In crossing the ferry, I thought not of the royal dames and princely pageants that so often in the days of other years passed to and from the shores of Fife. The waters of the Forth were dreary enough. Inchcolm and the opposite coast were shrouded from view in the streaming skirts of the snow-clouds. I rolled myself up in a corner of the boat where no deacon’s eye could intrude, and warmed my heart with a cigar. Then some limping fiend whispered in my ears the awful words, “What if you should stick?” Once I had witnessed an unfortunate being in that painful predicament in the pulpit. I had marked, with sickening apprehensions, the string of unconnected sentences, the hesitation, the pallor overspreading his face, the terrible stammer, the convulsive clutch, the pause, the sudden gulp, the dead stop, and portentous silence. A “stickit minister,” like Dominie Sampson, is nothing to a preacher who “sticks.” It was a horrid idea. I resisted the fiend, knit my brow, clenched my fist, and determined to speak or die. “Always keep your mouth open,” was the charge of a learned divine to his son, and the words afforded me much consolation.

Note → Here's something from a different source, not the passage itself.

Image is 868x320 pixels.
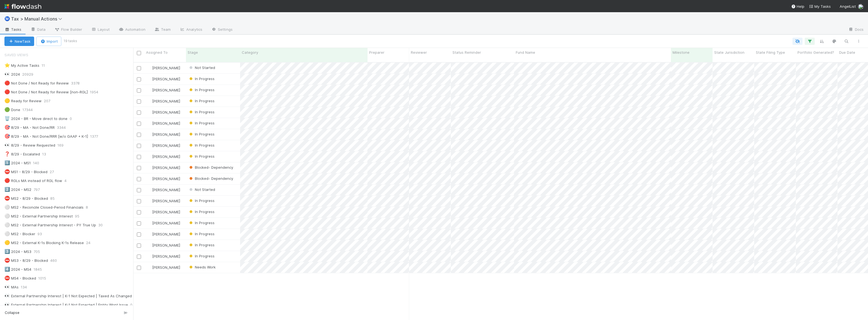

The night was falling fast, and the snow was falling faster when I reached the outskirts of the little inland town where I had been appointed to officiate. Here my rapid march was arrested by an elderly man who inquired if I was the expected preacher, and receiving an answer in the affirmative, he relieved me of my portmanteau, which contained my precious parchment, and led the way to my lodgings. He gave me to understand that he was the beadle, and that I was to lodge with Mrs M‘Bain, who kept a small grocery shop, and had a room to spare in her house. The congregation, with much saving grace, had let the manse until a new minister was obtained. Old John, like the great proportion of country beadles, was a simple, decent man, and a sort of character in his way. He was particularly inquisitive, and asked me some very plain questions as we trudged along the narrow street, getting gradually whitened by the falling snow. He told me that my predecessor on the previous Sabbath was a very clever young man, but only a “wee thocht new-fangled.” From further inquiry I found that the learned Theban had been astonishing John and several members of the congregation by describing the revolution of the earth on its axis.